`Ordinary Times'

The Boston Herald

BEVERLY BECKHAM

In the church calendar, these days are called "Ordinary Times" - life as usual, without anything "extra" ordinary. The church is neither looking forward to nor back at Easter or Christmas. Therefore the name "ordinary."

But it is a great misnomer, for these days are anything but ordinary. They are long, lush, lazy, lovely summer days, the best days, the most extraordinary days of the year.

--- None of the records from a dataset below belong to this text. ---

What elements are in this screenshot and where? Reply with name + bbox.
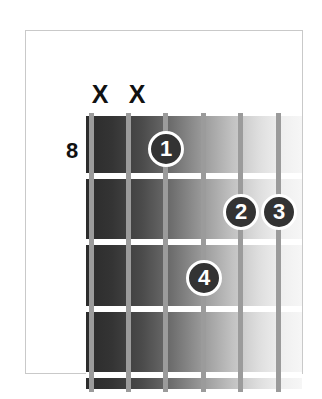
chord-diagram-card: 8 X X 1 2 3 4 — [25, 30, 303, 374]
string-marker-3 — [161, 79, 187, 109]
string-marker-5 — [236, 79, 262, 109]
finger-dot-2[interactable]: 2 — [223, 194, 259, 230]
finger-dot-3[interactable]: 3 — [261, 194, 297, 230]
start-fret-label: 8 — [60, 136, 84, 166]
fret-line-1 — [86, 173, 302, 179]
string-marker-1: X — [87, 79, 113, 109]
chord-diagram-page: 8 X X 1 2 3 4 — [0, 0, 322, 399]
string-marker-2: X — [124, 79, 150, 109]
string-line-5 — [238, 113, 243, 392]
string-marker-4 — [199, 79, 225, 109]
finger-dot-4[interactable]: 4 — [186, 260, 222, 296]
finger-dot-1[interactable]: 1 — [148, 131, 184, 167]
fret-line-2 — [86, 239, 302, 245]
fret-line-4 — [86, 372, 302, 378]
fretboard: 1 2 3 4 — [86, 116, 302, 389]
string-line-2 — [126, 113, 131, 392]
string-marker-6 — [274, 79, 300, 109]
string-line-4 — [201, 113, 206, 392]
fret-line-3 — [86, 306, 302, 312]
string-marker-row: X X — [73, 79, 313, 109]
string-line-1 — [89, 113, 94, 392]
string-line-6 — [276, 113, 281, 392]
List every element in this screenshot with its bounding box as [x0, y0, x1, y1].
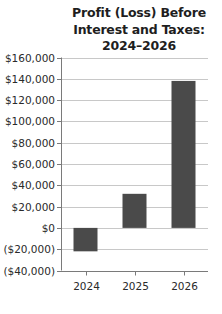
y-tick-label: $20,000: [12, 201, 55, 213]
y-tick-label: $160,000: [5, 52, 55, 64]
bar-2025: [123, 194, 147, 228]
bar-2024: [74, 228, 98, 251]
bars: [74, 81, 196, 251]
y-tick-label: $140,000: [5, 73, 55, 85]
y-tick-label: $100,000: [5, 115, 55, 127]
x-tick-label: 2026: [171, 280, 198, 292]
x-tick-label: 2025: [122, 280, 149, 292]
y-tick-label: $40,000: [12, 179, 55, 191]
x-tick-labels: 202420252026: [73, 280, 198, 292]
y-tick-label: $120,000: [5, 94, 55, 106]
y-tick-labels: $160,000$140,000$120,000$100,000$80,000$…: [3, 52, 55, 277]
y-tick-label: $0: [42, 222, 55, 234]
y-tick-label: ($40,000): [3, 265, 55, 277]
x-tick-label: 2024: [73, 280, 100, 292]
bar-chart: $160,000$140,000$120,000$100,000$80,000$…: [0, 0, 222, 314]
bar-2026: [172, 81, 196, 228]
y-tick-label: $60,000: [12, 158, 55, 170]
y-tick-label: ($20,000): [3, 243, 55, 255]
y-tick-label: $80,000: [12, 137, 55, 149]
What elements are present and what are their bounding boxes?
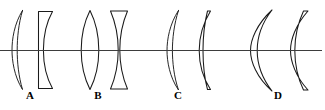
group-label-d: D	[268, 90, 288, 101]
lens-diagram-figure: A B C D	[0, 0, 325, 110]
group-label-b: B	[88, 90, 108, 101]
group-label-a: A	[20, 90, 40, 101]
group-label-c: C	[168, 90, 188, 101]
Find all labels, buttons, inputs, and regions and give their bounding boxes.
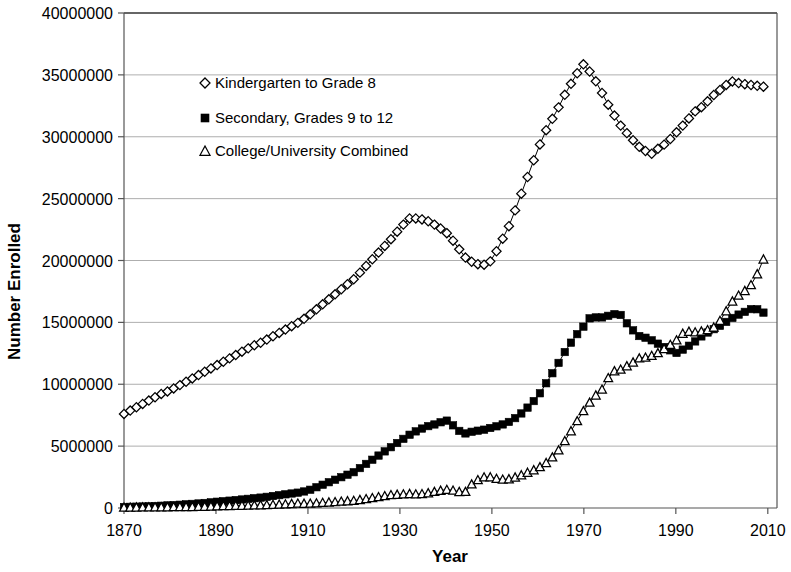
marker-square: [555, 359, 562, 366]
x-tick-label: 1990: [658, 522, 694, 539]
y-tick-label: 15000000: [42, 314, 113, 331]
chart-canvas: 0500000010000000150000002000000025000000…: [0, 0, 791, 572]
marker-square: [542, 380, 549, 387]
y-axis-title: Number Enrolled: [5, 223, 24, 360]
legend-label: College/University Combined: [215, 142, 408, 159]
x-tick-label: 1970: [566, 522, 602, 539]
y-tick-label: 20000000: [42, 253, 113, 270]
legend-entry: College/University Combined: [200, 142, 408, 159]
chart-background: [0, 0, 791, 572]
marker-square: [760, 309, 767, 316]
y-tick-label: 10000000: [42, 376, 113, 393]
marker-square: [617, 311, 624, 318]
y-tick-label: 5000000: [51, 438, 113, 455]
y-tick-label: 25000000: [42, 191, 113, 208]
marker-square: [530, 397, 537, 404]
marker-square: [623, 320, 630, 327]
x-tick-label: 1890: [198, 522, 234, 539]
x-tick-label: 1870: [106, 522, 142, 539]
x-tick-label: 1910: [290, 522, 326, 539]
marker-square: [580, 323, 587, 330]
x-axis-title: Year: [432, 547, 468, 566]
y-tick-label: 35000000: [42, 67, 113, 84]
marker-square: [536, 390, 543, 397]
legend-entry: Kindergarten to Grade 8: [200, 74, 376, 91]
x-tick-label: 1930: [382, 522, 418, 539]
y-tick-label: 30000000: [42, 129, 113, 146]
enrollment-line-chart: 0500000010000000150000002000000025000000…: [0, 0, 791, 572]
y-tick-label: 0: [104, 500, 113, 517]
marker-square: [561, 348, 568, 355]
y-tick-labels-group: 0500000010000000150000002000000025000000…: [42, 5, 124, 517]
marker-square: [549, 370, 556, 377]
marker-square: [573, 330, 580, 337]
x-tick-label: 2010: [750, 522, 786, 539]
legend-label: Kindergarten to Grade 8: [215, 74, 376, 91]
x-tick-label: 1950: [474, 522, 510, 539]
marker-square: [567, 339, 574, 346]
legend-label: Secondary, Grades 9 to 12: [215, 109, 393, 126]
marker-square: [201, 114, 209, 122]
y-tick-label: 40000000: [42, 5, 113, 22]
legend-entry: Secondary, Grades 9 to 12: [201, 109, 393, 126]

I have spent them in the city on concrete and macadam, away from gas grills and green lawns and birds singing and crickets chirping. I have seen the summer sky only in slivers and squares, chips of blue wedged between gray buildings. The sun has totally eluded me. I know it's up there. I've felt its heat. But I have not seen it. Or the moon, except once, on the way home from a baseball game. Where the buildings parted, I glimpsed sky and a smooth, round sphere of white.

Summer is so different in the city. Not as rich and dazzling as it is in the suburbs or the country or by the shore. The trees are dwarfed even in the parks here and the flowers seem not as crisp. And yet, even bereft of hardy flowers, and sea and sand, the smell of the ocean, freshly cut grass, and all the things I associate with summer, these days are hardly ordinary at all.

The weather is not ordinary. Ordinary means a coat and gloves, a chill wind, cars kicking up mud, cold feet, hot tea. These are iced tea days.

The traffic is not ordinary. People are on foot, not huddled in their cars. They linger outdoors, strolling in parks, at the beach. They eat at outdoor cafes, stand on a corner talking.

The feeling in the air is not ordinary. There is a friendliness in the summer, in August most especially, a letting down of barriers, that doesn't exist at any other time of the year. People's reserve seems to soften like taffy in the sun.

And the rules are not ordinary. They have been relaxed, in some cases abandoned. Children get to stay up late in August, and go to movies in the middle of the week. They eat when they want and what they want. They have sleep-overs. They have fun.

Adults are laid back, too. August sighs and in its wake adults float for a while, away from their troubles, reading paperback novels in the backyard, watching the Red Sox, playing cards, sipping vodka and tonic and talking until late at night.

People don't run through August. They walk, even in the city. It isn't just the dense air or the sullen heat that slows their steps. It was far hotter in July. Nor is it the knowledge that September's knocking at the door. It's something else. Some invisible something that is in August air that seeps into pores to the heart and forces everyone to slow down.

Soon, too soon, autumn will come, and things will change - the air, the rules, habits, routines, everything.

Yet still we'll be in "Ordinary Times." All through September and October when the world, or at least our part of it, sprouts more colors than the Big Box of Crayola crayons.

"God comes to us in the little moments. This is the message of ordinary times," a priest tells me. "Most of life is made up of ordinary times full of extraordinary moments."